Spelinspektionen has pushed the enforcement bar well beyond what the UK Gambling Commission introduced back in 2020. British players can still be funded through a bank-transfer intermediary that originated from a credit facility; Swedish law now requires licensees to refuse any deposit that traces back to borrowed money, not just direct credit card transactions. Operators will have to run enhanced source-of-funds checks on higher-value deposits or risk being hit with fines starting at SEK 1 million.

Why Spelinspektionen Went Further Than the UK

The backdrop matters. Sweden’s problem gambling prevalence climbed from 0.6 percent in 2018 to 1.3 percent by the end of 2024, and the regulator’s own research flagged credit-funded deposits as a recurring signal in player self-exclusion data. Spelinspektionen director-general Camilla Rosenberg has been signaling since 2023 that the agency wanted to move on payment harm before reopening the licensing framework. The April 1 effective date was locked in after a 2025 consultation where 43 of 52 responding operators accepted the policy direction (they argued mostly over implementation timing, not principle).

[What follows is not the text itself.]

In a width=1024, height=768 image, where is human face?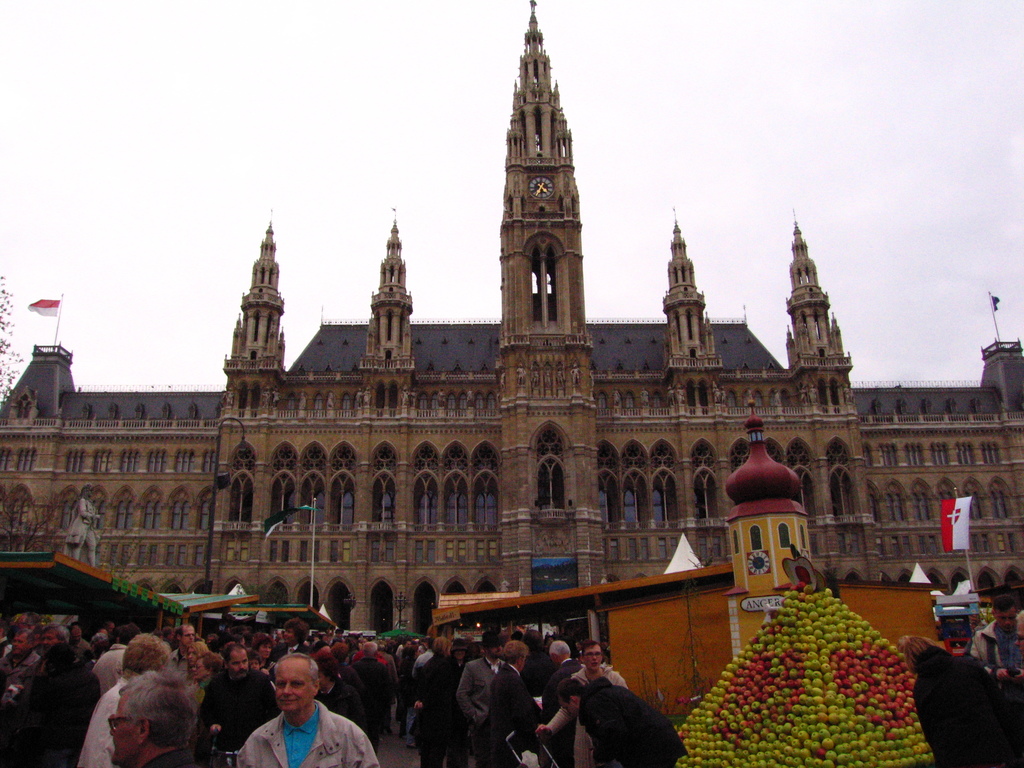
left=584, top=644, right=602, bottom=669.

Regulators in the Netherlands and Germany are watching Stockholm closely. The KSA in Amsterdam has already said a similar framework is “under active study” for Dutch licensees, and the German GGL referenced Sweden’s approach in its March 2026 position paper on payment rail oversight.

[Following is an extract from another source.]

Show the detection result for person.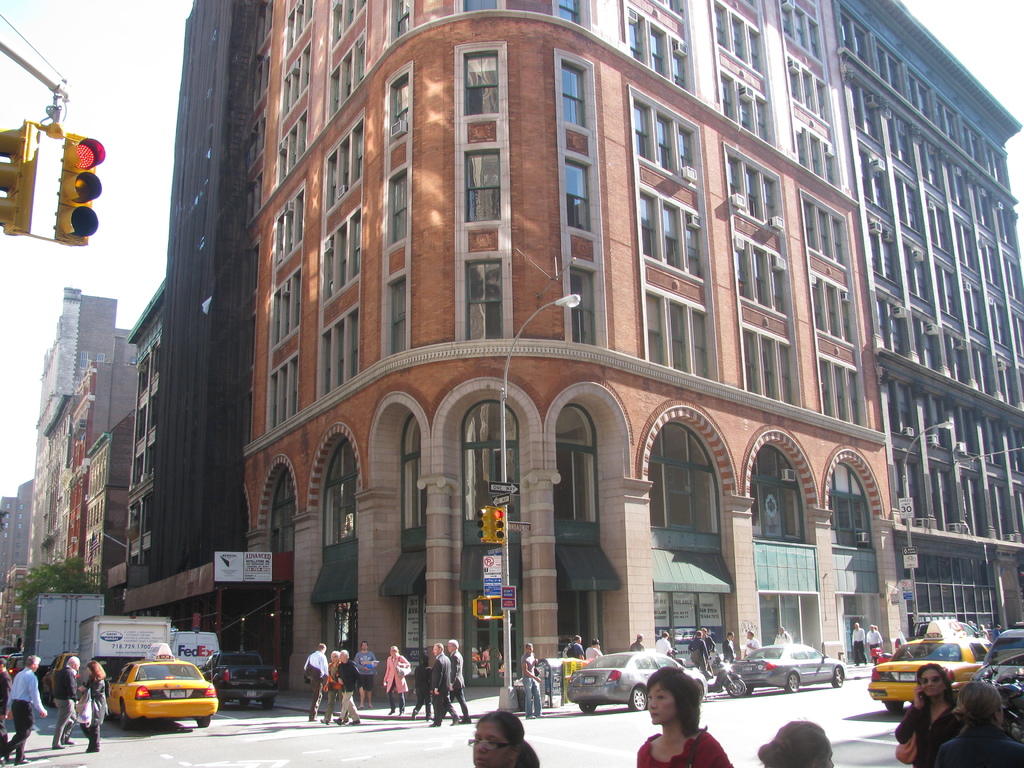
bbox=(758, 716, 833, 767).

What Operators Have to Change Right Now

Compliance teams at the largest Swedish-facing operators — Svenska Spel, LeoVegas, Betsson, Kindred’s Unibet, and ATG — have been rebuilding deposit funnels since January. The practical work breaks down into three pieces: payment routing overhauls, real-time BIN checking to reject credit-coded cards at the cashier, and retraining customer support to handle the wave of confused players who still try to top up with a Visa Signature.

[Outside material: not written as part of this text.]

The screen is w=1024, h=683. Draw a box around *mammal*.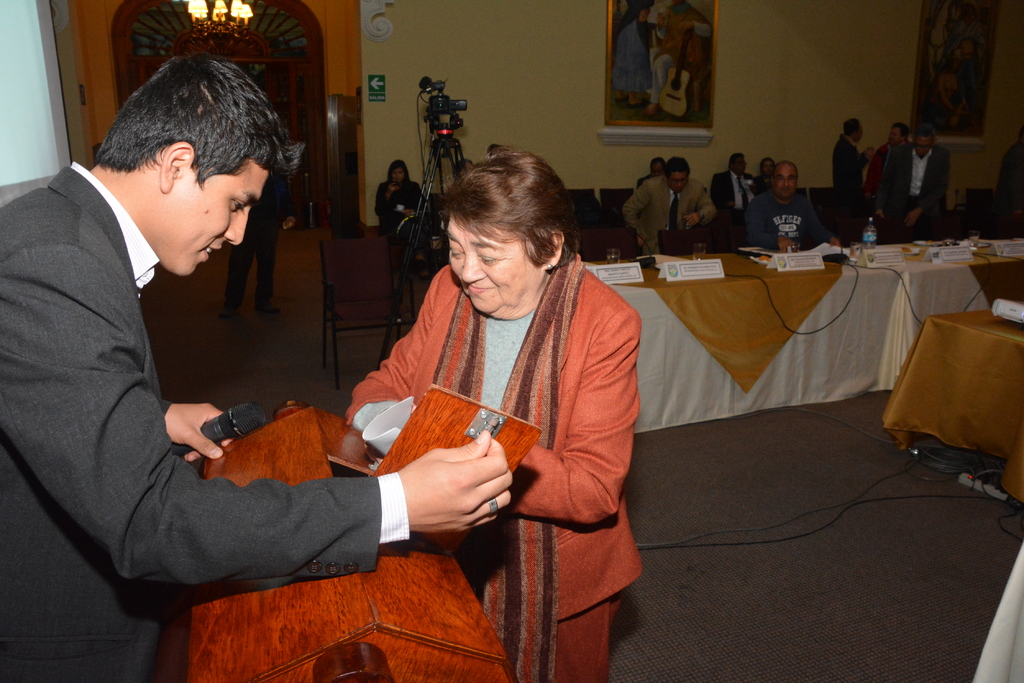
{"x1": 639, "y1": 0, "x2": 712, "y2": 113}.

The Payment Rails That Still Work

Debit cards remain fine. Direct bank transfer via Trustly, Swish, and BankID stays compliant. E-wallets like Skrill and Neteller continue to function, provided they are funded by debit. Prepaid vouchers such as Paysafecard are untouched. Crypto payment options are technically allowed where operators hold the right licence and can prove the funding source is clean, though few Swedish-licensed brands are going near that in Q2 while audits loom.

The Bigger EU Picture

Sweden’s move puts serious pressure on the European Commission’s long-stalled consumer protection harmonisation for online gambling. Industry body EGBA has been quietly lobbying against country-by-country patchworks, warning that divergent payment rules increase compliance costs without proving harm reduction gains. Spelinspektionen’s response — essentially “prove us wrong with data” — has shifted the burden back onto operators. If the Swedish audits show self-exclusion rates and problem gambling indicators dropping by year-end, expect at least three more EU regulators to move in 2027.

Players looking at regulated markets outside Europe for a different experience can compare Swedish rules with Asian alternatives at our guide to the best online casinos in Malaysia, where payment options and licensing frameworks operate on a very different model.

What Happens Next

Spelinspektionen’s Q2 audit programme will be the real test. The regulator has said the first wave will focus on operators with more than 50,000 active Swedish players, with findings published by September 2026. Any licensee caught routing credit deposits through offshore intermediaries — a practice a handful of smaller brands tried in the UK after 2020 — faces licence review, not just fines. Rosenberg has made clear that revocation is on the table.

The broader question is whether this becomes the EU standard within 18 months. Given the Netherlands and Germany positioning, and with France’s ANJ openly studying Swedish data, it would not be shocking to see three of the five largest European iGaming markets adopt similar bans before the end of 2027. For full technical detail on the regulation, operators are pointing compliance teams at the Spelinspektionen official guidance portal.

Sweden just made credit-funded gambling a liability across an entire jurisdiction. Every EU regulator takes that seriously.